Commentary | Education

Lessons—How U.S. Punishes States With Higher Standards

These pieces originally appeared as a weekly column entitled “Lessons” in The New York Times between 1999 and 2003.

[ THIS ARTICLE FIRST APPEARED IN THE NEW YORK TIMES ON SEPTEMBER 18, 2002 ]

How U.S. punishes states with higher standards

By Richard Rothstein

The new federal education law lets students leave high-poverty schools that are deemed failing. Districts must now use some of their federal money to bus these students to better schools.

In designing the new rules, President Bush and Congress hoped to protect local control while imposing an unprecedented standardization of education policy. So while schools must now bus children from failing schools, each state may define failure in its own way.

A perverse result is that the federal government now punishes states for having higher standards. Busing must be offered to children in any school that does not make adequate progress for two years in a row. The higher the state’s standard, the more progress a school must make.

The recklessness of this approach is evident from comparing states with large numbers of students who are now eligible for busing to states that do well on the only common test, the National Assessment of Educational Progress. (About two-thirds of the states now take part in this test; under the new law, all must do so.)

If the federal rules were rational, more busing would be required in states where children scored more poorly. But the opposite is mostly true.

For example, reading results for low-income eighth graders in Arkansas are close to the bottom of the nation. But the law mandates not a single Arkansas school to bus children out this year.

At the other extreme, New York State’s low-income eighth graders score quite high on the national reading test — seventh highest in the nation. But federal rules now require 19 percent of the state’s low-income schools to spend money on transportation to a different school, more than in three-fourths of the other states.

Massachusetts’ low-income eighth graders score about in the middle of the nation in reading. But 24 percent of the state’s low-income schools are deemed failing, higher than almost anywhere else.

Massachusetts policy makers pride themselves on having created some of the highest academic standards anywhere. But many of the state’s students are now being bused from “failing” schools that are actually better than schools in other states that are deemed “successful” and that receive bused students.

Paul Reville helped design the Massachusetts education plan and is now chairman of a commission that oversees it. Mr. Reville said the new federal law had made the state’s effort look silly, and state leaders are now wondering if they have to lower standards to avoid federal sanctions. Busing is only the beginning. Penalties become more severe each year.

Lowering expectations is what happened in Ohio. When the federal government announced the busing rules in July, nearly a third of the state’s low-income schools had to provide busing, even more than in New York or Massachusetts. Ohio’s accountability program expected each school to get 75 percent of its students to a proficient level.

The federal rules require busing from any school that does not make steady progress toward the state goal, whatever that might be. In Ohio, this created an absurd condition. A school with stagnant scores, where 70 percent of students were proficient for two years in a row, would be deemed failing. Students could be bused from this school to one that had made more progress by increasing the number of proficient students to 20 percent from 15 percent.

So this summer Ohio changed its rules so schools had to get only 42 percent of its students to proficiency. This cut the number of schools subject to the federal busing requirement nearly in half.

Some of this irrationality may be fixed in 2003 because the law will then require every state to use the same definition of adequate progress toward its goal.

But states will still be permitted to set different goals, so those with higher standards may bear the brunt of federal sanctions.

National and state officials refer to the situation as an “unintended consequence” of the new law. But this lets them off the hook too easily. While the results may have been unintended, they could easily have been foreseen. Before the federal law was adopted, many skeptics warned that reconciling federal and local control of education would be impossible.

It is hard to imagine how tinkering with the rules can fix the problem. The only real solution is for the federal government to effectively repeal the law — by issuing waivers from the rules to states that want to improve schools in their own way.

This will be politically difficult. Secretary of Education Rod Paige has often denounced the Clinton administration for issuing waivers to states from testing rules in the 1990’s.

Mr. Paige has vowed that he will not be pushed around so easily, but this remains to be seen.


**DIRECTIONS:** Each entry below should be printed exactly, with every image left out.
┌──
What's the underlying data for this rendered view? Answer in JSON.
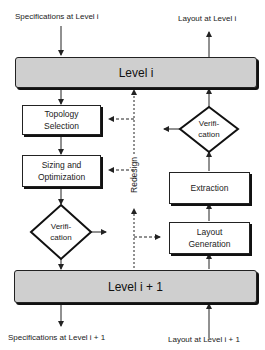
{
  "diagram": {
    "top_inputs": {
      "spec_label": "Specifications at Level i",
      "layout_label": "Layout at Level i"
    },
    "bottom_outputs": {
      "spec_label": "Specifications at Level i + 1",
      "layout_label": "Layout at Level i + 1"
    },
    "levels": {
      "upper": "Level i",
      "lower": "Level i + 1"
    },
    "left_column": {
      "topology": "Topology\nSelection",
      "topology_lines": [
        "Topology",
        "Selection"
      ],
      "sizing_lines": [
        "Sizing and",
        "Optimization"
      ],
      "verification_lines": [
        "Verifi-",
        "cation"
      ]
    },
    "right_column": {
      "verification_lines": [
        "Verifi-",
        "cation"
      ],
      "extraction": "Extraction",
      "layout_generation_lines": [
        "Layout",
        "Generation"
      ]
    },
    "redesign_label": "Redesign",
    "colors": {
      "level_bar": "#cfcfcf",
      "stroke": "#222222",
      "background": "#ffffff"
    }
  }
}
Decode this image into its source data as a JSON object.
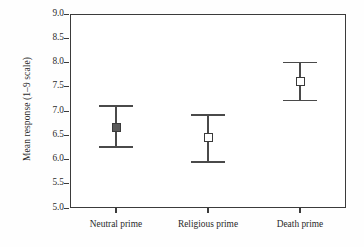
{
  "chart_data": {
    "type": "scatter",
    "title": "",
    "xlabel": "",
    "ylabel": "Mean response (1–9 scale)",
    "categories": [
      "Neutral prime",
      "Religious prime",
      "Death prime"
    ],
    "values": [
      6.66,
      6.45,
      7.61
    ],
    "error_low": [
      6.26,
      5.95,
      7.22
    ],
    "error_high": [
      7.1,
      6.92,
      8.0
    ],
    "series": [
      {
        "name": "Mean response",
        "points": [
          {
            "category": "Neutral prime",
            "mean": 6.66,
            "ci_low": 6.26,
            "ci_high": 7.1,
            "marker": "filled-square"
          },
          {
            "category": "Religious prime",
            "mean": 6.45,
            "ci_low": 5.95,
            "ci_high": 6.92,
            "marker": "open-square"
          },
          {
            "category": "Death prime",
            "mean": 7.61,
            "ci_low": 7.22,
            "ci_high": 8.0,
            "marker": "open-square"
          }
        ]
      }
    ],
    "ylim": [
      5.0,
      9.0
    ],
    "ytick_labels": [
      "9.0",
      "8.5",
      "8.0",
      "7.5",
      "7.0",
      "6.5",
      "6.0",
      "5.5",
      "5.0"
    ],
    "ytick_values": [
      9.0,
      8.5,
      8.0,
      7.5,
      7.0,
      6.5,
      6.0,
      5.5,
      5.0
    ],
    "ytick_step": 0.5,
    "grid": false,
    "legend": "none",
    "error_bar_type": "confidence interval",
    "colors": {
      "axis": "#3b3b3b",
      "marker_edge": "#3a3a3a",
      "marker_fill_filled": "#5a5a5a",
      "marker_fill_open": "#ffffff",
      "error_bar": "#4a4a4a",
      "text": "#2a2a2a",
      "background": "#ffffff"
    }
  }
}
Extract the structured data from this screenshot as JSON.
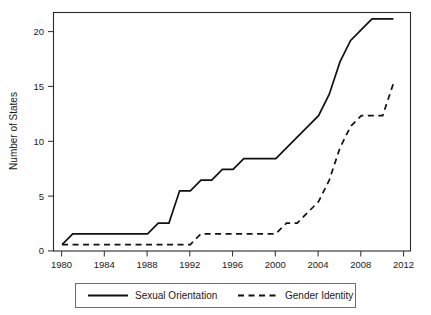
{
  "chart_data": {
    "type": "line",
    "title": "",
    "xlabel": "",
    "ylabel": "Number of States",
    "xlim": [
      1979.2,
      2012.6
    ],
    "ylim": [
      -0.6,
      21.6
    ],
    "xticks": [
      1980,
      1984,
      1988,
      1992,
      1996,
      2000,
      2004,
      2008,
      2012
    ],
    "yticks": [
      0,
      5,
      10,
      15,
      20
    ],
    "grid": false,
    "legend_position": "below-axes",
    "series": [
      {
        "name": "Sexual Orientation",
        "style": "solid",
        "color": "#111111",
        "x": [
          1980,
          1981,
          1982,
          1983,
          1984,
          1985,
          1986,
          1987,
          1988,
          1989,
          1990,
          1991,
          1992,
          1993,
          1994,
          1995,
          1996,
          1997,
          1998,
          1999,
          2000,
          2001,
          2002,
          2003,
          2004,
          2005,
          2006,
          2007,
          2008,
          2009,
          2010,
          2011
        ],
        "values": [
          0,
          1,
          1,
          1,
          1,
          1,
          1,
          1,
          1,
          2,
          2,
          5,
          5,
          6,
          6,
          7,
          7,
          8,
          8,
          8,
          8,
          9,
          10,
          11,
          12,
          14,
          17,
          19,
          20,
          21,
          21,
          21
        ]
      },
      {
        "name": "Gender Identity",
        "style": "dashed",
        "color": "#111111",
        "x": [
          1980,
          1981,
          1982,
          1983,
          1984,
          1985,
          1986,
          1987,
          1988,
          1989,
          1990,
          1991,
          1992,
          1993,
          1994,
          1995,
          1996,
          1997,
          1998,
          1999,
          2000,
          2001,
          2002,
          2003,
          2004,
          2005,
          2006,
          2007,
          2008,
          2009,
          2010,
          2011
        ],
        "values": [
          0,
          0,
          0,
          0,
          0,
          0,
          0,
          0,
          0,
          0,
          0,
          0,
          0,
          1,
          1,
          1,
          1,
          1,
          1,
          1,
          1,
          2,
          2,
          3,
          4,
          6,
          9,
          11,
          12,
          12,
          12,
          15
        ]
      }
    ]
  },
  "legend": {
    "entries": [
      {
        "label": "Sexual Orientation",
        "style": "solid"
      },
      {
        "label": "Gender Identity",
        "style": "dashed"
      }
    ]
  },
  "axes": {
    "y_title": "Number of States",
    "y_tick_labels": [
      "0",
      "5",
      "10",
      "15",
      "20"
    ],
    "x_tick_labels": [
      "1980",
      "1984",
      "1988",
      "1992",
      "1996",
      "2000",
      "2004",
      "2008",
      "2012"
    ]
  }
}
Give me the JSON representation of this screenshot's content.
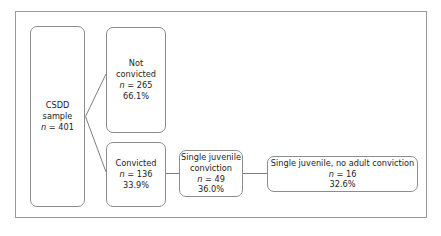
{
  "diagram": {
    "type": "flowchart",
    "background_color": "#ffffff",
    "border_color": "#9a9a9a",
    "node_border_color": "#8d8d8d",
    "text_color": "#232323",
    "nodes": [
      {
        "id": "csdd-sample",
        "name": "csdd-sample-node",
        "lines": [
          "CSDD",
          "sample"
        ],
        "n_label": "n",
        "n_value": "= 401",
        "percent": ""
      },
      {
        "id": "not-convicted",
        "name": "not-convicted-node",
        "lines": [
          "Not",
          "convicted"
        ],
        "n_label": "n",
        "n_value": "= 265",
        "percent": "66.1%"
      },
      {
        "id": "convicted",
        "name": "convicted-node",
        "lines": [
          "Convicted"
        ],
        "n_label": "n",
        "n_value": "= 136",
        "percent": "33.9%"
      },
      {
        "id": "single-juvenile-conviction",
        "name": "single-juvenile-conviction-node",
        "lines": [
          "Single juvenile",
          "conviction"
        ],
        "n_label": "n",
        "n_value": "= 49",
        "percent": "36.0%"
      },
      {
        "id": "single-juvenile-no-adult-conviction",
        "name": "single-juvenile-no-adult-conviction-node",
        "lines": [
          "Single juvenile, no adult conviction"
        ],
        "n_label": "n",
        "n_value": "= 16",
        "percent": "32.6%"
      }
    ],
    "edges": [
      {
        "from": "csdd-sample",
        "to": "not-convicted",
        "style": "diagonal"
      },
      {
        "from": "csdd-sample",
        "to": "convicted",
        "style": "diagonal"
      },
      {
        "from": "convicted",
        "to": "single-juvenile-conviction",
        "style": "horizontal"
      },
      {
        "from": "single-juvenile-conviction",
        "to": "single-juvenile-no-adult-conviction",
        "style": "horizontal"
      }
    ]
  }
}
└──
**THE COMPLETED TASK:**
What's the underlying data for this rendered view? Answer in JSON.
{
  "diagram": {
    "top_inputs": {
      "spec_label": "Specifications at Level i",
      "layout_label": "Layout at Level i"
    },
    "bottom_outputs": {
      "spec_label": "Specifications at Level i + 1",
      "layout_label": "Layout at Level i + 1"
    },
    "levels": {
      "upper": "Level i",
      "lower": "Level i + 1"
    },
    "left_column": {
      "topology": "Topology\nSelection",
      "topology_lines": [
        "Topology",
        "Selection"
      ],
      "sizing_lines": [
        "Sizing and",
        "Optimization"
      ],
      "verification_lines": [
        "Verifi-",
        "cation"
      ]
    },
    "right_column": {
      "verification_lines": [
        "Verifi-",
        "cation"
      ],
      "extraction": "Extraction",
      "layout_generation_lines": [
        "Layout",
        "Generation"
      ]
    },
    "redesign_label": "Redesign",
    "colors": {
      "level_bar": "#cfcfcf",
      "stroke": "#222222",
      "background": "#ffffff"
    }
  }
}
Decode this image into its source data as a JSON object.
{
  "chart_data": {
    "type": "scatter",
    "title": "",
    "xlabel": "",
    "ylabel": "Mean response (1–9 scale)",
    "categories": [
      "Neutral prime",
      "Religious prime",
      "Death prime"
    ],
    "values": [
      6.66,
      6.45,
      7.61
    ],
    "error_low": [
      6.26,
      5.95,
      7.22
    ],
    "error_high": [
      7.1,
      6.92,
      8.0
    ],
    "series": [
      {
        "name": "Mean response",
        "points": [
          {
            "category": "Neutral prime",
            "mean": 6.66,
            "ci_low": 6.26,
            "ci_high": 7.1,
            "marker": "filled-square"
          },
          {
            "category": "Religious prime",
            "mean": 6.45,
            "ci_low": 5.95,
            "ci_high": 6.92,
            "marker": "open-square"
          },
          {
            "category": "Death prime",
            "mean": 7.61,
            "ci_low": 7.22,
            "ci_high": 8.0,
            "marker": "open-square"
          }
        ]
      }
    ],
    "ylim": [
      5.0,
      9.0
    ],
    "ytick_labels": [
      "9.0",
      "8.5",
      "8.0",
      "7.5",
      "7.0",
      "6.5",
      "6.0",
      "5.5",
      "5.0"
    ],
    "ytick_values": [
      9.0,
      8.5,
      8.0,
      7.5,
      7.0,
      6.5,
      6.0,
      5.5,
      5.0
    ],
    "ytick_step": 0.5,
    "grid": false,
    "legend": "none",
    "error_bar_type": "confidence interval",
    "colors": {
      "axis": "#3b3b3b",
      "marker_edge": "#3a3a3a",
      "marker_fill_filled": "#5a5a5a",
      "marker_fill_open": "#ffffff",
      "error_bar": "#4a4a4a",
      "text": "#2a2a2a",
      "background": "#ffffff"
    }
  }
}
Extract the structured data from this screenshot as JSON.
{
  "chart_data": {
    "type": "line",
    "title": "",
    "xlabel": "",
    "ylabel": "Number of States",
    "xlim": [
      1979.2,
      2012.6
    ],
    "ylim": [
      -0.6,
      21.6
    ],
    "xticks": [
      1980,
      1984,
      1988,
      1992,
      1996,
      2000,
      2004,
      2008,
      2012
    ],
    "yticks": [
      0,
      5,
      10,
      15,
      20
    ],
    "grid": false,
    "legend_position": "below-axes",
    "series": [
      {
        "name": "Sexual Orientation",
        "style": "solid",
        "color": "#111111",
        "x": [
          1980,
          1981,
          1982,
          1983,
          1984,
          1985,
          1986,
          1987,
          1988,
          1989,
          1990,
          1991,
          1992,
          1993,
          1994,
          1995,
          1996,
          1997,
          1998,
          1999,
          2000,
          2001,
          2002,
          2003,
          2004,
          2005,
          2006,
          2007,
          2008,
          2009,
          2010,
          2011
        ],
        "values": [
          0,
          1,
          1,
          1,
          1,
          1,
          1,
          1,
          1,
          2,
          2,
          5,
          5,
          6,
          6,
          7,
          7,
          8,
          8,
          8,
          8,
          9,
          10,
          11,
          12,
          14,
          17,
          19,
          20,
          21,
          21,
          21
        ]
      },
      {
        "name": "Gender Identity",
        "style": "dashed",
        "color": "#111111",
        "x": [
          1980,
          1981,
          1982,
          1983,
          1984,
          1985,
          1986,
          1987,
          1988,
          1989,
          1990,
          1991,
          1992,
          1993,
          1994,
          1995,
          1996,
          1997,
          1998,
          1999,
          2000,
          2001,
          2002,
          2003,
          2004,
          2005,
          2006,
          2007,
          2008,
          2009,
          2010,
          2011
        ],
        "values": [
          0,
          0,
          0,
          0,
          0,
          0,
          0,
          0,
          0,
          0,
          0,
          0,
          0,
          1,
          1,
          1,
          1,
          1,
          1,
          1,
          1,
          2,
          2,
          3,
          4,
          6,
          9,
          11,
          12,
          12,
          12,
          15
        ]
      }
    ]
  },
  "legend": {
    "entries": [
      {
        "label": "Sexual Orientation",
        "style": "solid"
      },
      {
        "label": "Gender Identity",
        "style": "dashed"
      }
    ]
  },
  "axes": {
    "y_title": "Number of States",
    "y_tick_labels": [
      "0",
      "5",
      "10",
      "15",
      "20"
    ],
    "x_tick_labels": [
      "1980",
      "1984",
      "1988",
      "1992",
      "1996",
      "2000",
      "2004",
      "2008",
      "2012"
    ]
  }
}
Give me the JSON representation of this screenshot's content.
{
  "diagram": {
    "type": "flowchart",
    "background_color": "#ffffff",
    "border_color": "#9a9a9a",
    "node_border_color": "#8d8d8d",
    "text_color": "#232323",
    "nodes": [
      {
        "id": "csdd-sample",
        "name": "csdd-sample-node",
        "lines": [
          "CSDD",
          "sample"
        ],
        "n_label": "n",
        "n_value": "= 401",
        "percent": ""
      },
      {
        "id": "not-convicted",
        "name": "not-convicted-node",
        "lines": [
          "Not",
          "convicted"
        ],
        "n_label": "n",
        "n_value": "= 265",
        "percent": "66.1%"
      },
      {
        "id": "convicted",
        "name": "convicted-node",
        "lines": [
          "Convicted"
        ],
        "n_label": "n",
        "n_value": "= 136",
        "percent": "33.9%"
      },
      {
        "id": "single-juvenile-conviction",
        "name": "single-juvenile-conviction-node",
        "lines": [
          "Single juvenile",
          "conviction"
        ],
        "n_label": "n",
        "n_value": "= 49",
        "percent": "36.0%"
      },
      {
        "id": "single-juvenile-no-adult-conviction",
        "name": "single-juvenile-no-adult-conviction-node",
        "lines": [
          "Single juvenile, no adult conviction"
        ],
        "n_label": "n",
        "n_value": "= 16",
        "percent": "32.6%"
      }
    ],
    "edges": [
      {
        "from": "csdd-sample",
        "to": "not-convicted",
        "style": "diagonal"
      },
      {
        "from": "csdd-sample",
        "to": "convicted",
        "style": "diagonal"
      },
      {
        "from": "convicted",
        "to": "single-juvenile-conviction",
        "style": "horizontal"
      },
      {
        "from": "single-juvenile-conviction",
        "to": "single-juvenile-no-adult-conviction",
        "style": "horizontal"
      }
    ]
  }
}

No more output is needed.